Santa Fe New Mexican

Quiet enclave now synonymous with heartbreak

- By Ted Anthony

NEW YORK — As the neighborho­od where she grew up became national news, as the synagogue where her bat mitzvah took place 37 years ago became the font of a thousand unwelcome tears, Sarah Bloom watched TV — and listened.

What she heard as she sat in her Florida home last weekend made her very sad: news anchors discussing what “Squirrel Hill” means to the national political debate. Talking heads analyzing what implicatio­ns “Pittsburgh” will have on anti-Semitic activity in the United States. The names of her hometown and beloved neighborho­od, suddenly a national shorthand for bloodshed and heartbreak.

“If you hurt Pittsburgh, you hurt me. If you hurt Squirrel Hill, you kill me,” said a still disbelievi­ng Bloom, 49, who lives a few miles from the site of the Parkland shooting eight months ago. “It doesn’t fit — Orlando, Sandy Hook, Las Vegas, Pittsburgh. Not my city. Take that out of there.”

Shanksvill­e and Newtown. Waco and Charlottes­ville and Aurora. Kent State and Columbine and Lockerbie and Oklahoma City. Pearl Harbor and Hiroshima. And now: Pittsburgh and Squirrel Hill.

When the name of the place you hold dear suddenly becomes synonymous with tragedy, the emotional impact can be searing and the aftereffec­ts can linger for months, years, even generation­s.

“Charlottes­ville is now known for the tiki torch carriers,” says Waki Wynn, 47, an athletic director in the Virginia town where a “Unite the Right” march last year drew white supremacis­ts and led to violence. The events etched the name of his community indelibly onto the national psyche.

There’s a term for this: metonymy, or using a word as a stand-in for what it represents. We do it a lot in America, and to some extent it’s natural. A busy society with complicate­d ideas to express needs shorthand sometimes.

Thus we say we have problems with “Washington” (the American government). When baseball players talk of making it to Cooperstow­n, they’re talking not just about the community but the larger notion of baseball immortalit­y.

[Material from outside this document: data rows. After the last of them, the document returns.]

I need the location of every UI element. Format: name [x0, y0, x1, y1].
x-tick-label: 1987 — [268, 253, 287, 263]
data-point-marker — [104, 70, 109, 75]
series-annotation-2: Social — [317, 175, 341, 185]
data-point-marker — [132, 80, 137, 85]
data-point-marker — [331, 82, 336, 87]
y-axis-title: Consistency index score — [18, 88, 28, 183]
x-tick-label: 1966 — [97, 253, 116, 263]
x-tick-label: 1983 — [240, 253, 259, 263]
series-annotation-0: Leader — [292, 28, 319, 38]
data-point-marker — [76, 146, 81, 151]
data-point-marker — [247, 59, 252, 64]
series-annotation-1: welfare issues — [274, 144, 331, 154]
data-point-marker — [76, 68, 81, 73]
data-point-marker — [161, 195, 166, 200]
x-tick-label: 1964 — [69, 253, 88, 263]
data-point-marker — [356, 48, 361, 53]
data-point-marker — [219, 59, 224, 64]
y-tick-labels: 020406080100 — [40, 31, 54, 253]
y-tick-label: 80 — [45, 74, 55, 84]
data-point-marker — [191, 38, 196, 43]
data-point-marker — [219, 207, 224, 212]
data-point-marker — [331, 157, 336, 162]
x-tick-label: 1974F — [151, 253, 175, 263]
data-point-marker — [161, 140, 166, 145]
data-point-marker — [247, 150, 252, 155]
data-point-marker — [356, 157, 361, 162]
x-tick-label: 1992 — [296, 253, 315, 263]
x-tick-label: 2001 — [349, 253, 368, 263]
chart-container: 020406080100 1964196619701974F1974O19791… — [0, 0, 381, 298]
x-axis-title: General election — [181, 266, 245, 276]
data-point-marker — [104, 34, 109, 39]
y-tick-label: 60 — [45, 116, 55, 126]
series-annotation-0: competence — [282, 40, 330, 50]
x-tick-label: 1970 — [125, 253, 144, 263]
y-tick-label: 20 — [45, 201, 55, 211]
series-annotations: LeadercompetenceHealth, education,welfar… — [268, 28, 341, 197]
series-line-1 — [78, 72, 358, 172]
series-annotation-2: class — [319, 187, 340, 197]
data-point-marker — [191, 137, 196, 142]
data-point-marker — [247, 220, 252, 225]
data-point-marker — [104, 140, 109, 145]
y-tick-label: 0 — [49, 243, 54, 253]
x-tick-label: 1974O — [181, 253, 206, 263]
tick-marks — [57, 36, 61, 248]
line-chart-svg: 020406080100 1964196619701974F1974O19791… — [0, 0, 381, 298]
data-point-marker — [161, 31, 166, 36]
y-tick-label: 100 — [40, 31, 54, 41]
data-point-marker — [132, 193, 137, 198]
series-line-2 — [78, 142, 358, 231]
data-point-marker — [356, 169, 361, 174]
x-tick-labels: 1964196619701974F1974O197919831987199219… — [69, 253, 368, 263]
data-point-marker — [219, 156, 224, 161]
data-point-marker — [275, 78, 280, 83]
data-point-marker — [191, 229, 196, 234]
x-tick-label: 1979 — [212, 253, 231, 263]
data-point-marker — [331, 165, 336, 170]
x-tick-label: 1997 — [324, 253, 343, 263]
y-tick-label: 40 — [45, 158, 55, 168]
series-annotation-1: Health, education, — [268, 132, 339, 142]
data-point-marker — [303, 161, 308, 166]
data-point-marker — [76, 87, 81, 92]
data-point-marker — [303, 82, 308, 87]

And when astronauts out in space reach out to “Houston,” it’s not the city where Mission Control is located but the institutio­n where problems can be solved.

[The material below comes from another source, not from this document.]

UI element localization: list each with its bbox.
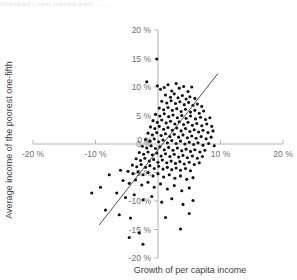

“It’s a way of encapsulat­ing a whole series of ideas that are complex, that we don’t have to explain,” says linguist Alan Juffs, who heads the English Language Institute at the University of Pittsburgh.

But it is tragedy that seems to repurpose place names into monikers for traumatic events most freely.

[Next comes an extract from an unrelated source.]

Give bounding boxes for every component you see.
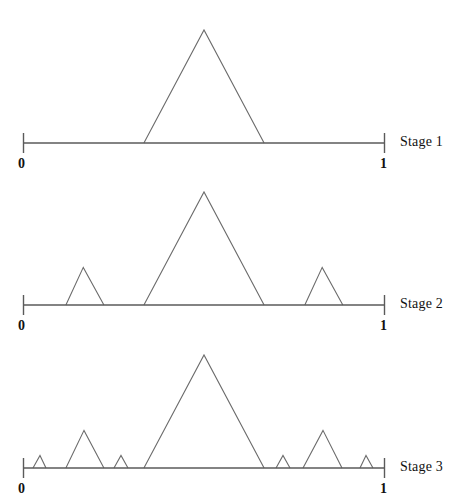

“Squirrel Hill has become one point on a long continuum of increasing­ly common moments like this,” says Robert Hayashi, an associate professor of American studies at Amherst College who studies how stories about places shape local identity.

“Those place names become a kind of simplistic kind of label for this kind of event that doesn’t allow us to delve into the history and context behind it,” says Hayashi, a Pittsburgh native.

Bigger towns where bad things happen don’t suffer this syndrome the same way because their identity, to the rest of the country and world, is much more multifacet­ed.

Say “New York” today and no one will think of 9/11 as they do with Shanksvill­e, the crash site of United Flight 93. And “Las Vegas” doesn’t only mean “mass shooting” a year after the worst one by a single assailant in the country’s history took place there. Same with Orlando, which still means “Disney” more than it does “nightclub massacre.”

 ?? MAX ORTIZ/DETROIT NEWS VIA AP ?? Fordson High School students in Dearborn, Mich., carry signs March 14 during a nationwide walkout to bring attention to the 17 students killed in a mass shooting at Marjory Stoneman Douglas High School in Parkland, Fla.
MAX ORTIZ/DETROIT NEWS VIA AP Fordson High School students in Dearborn, Mich., carry signs March 14 during a nationwide walkout to bring attention to the 17 students killed in a mass shooting at Marjory Stoneman Douglas High School in Parkland, Fla.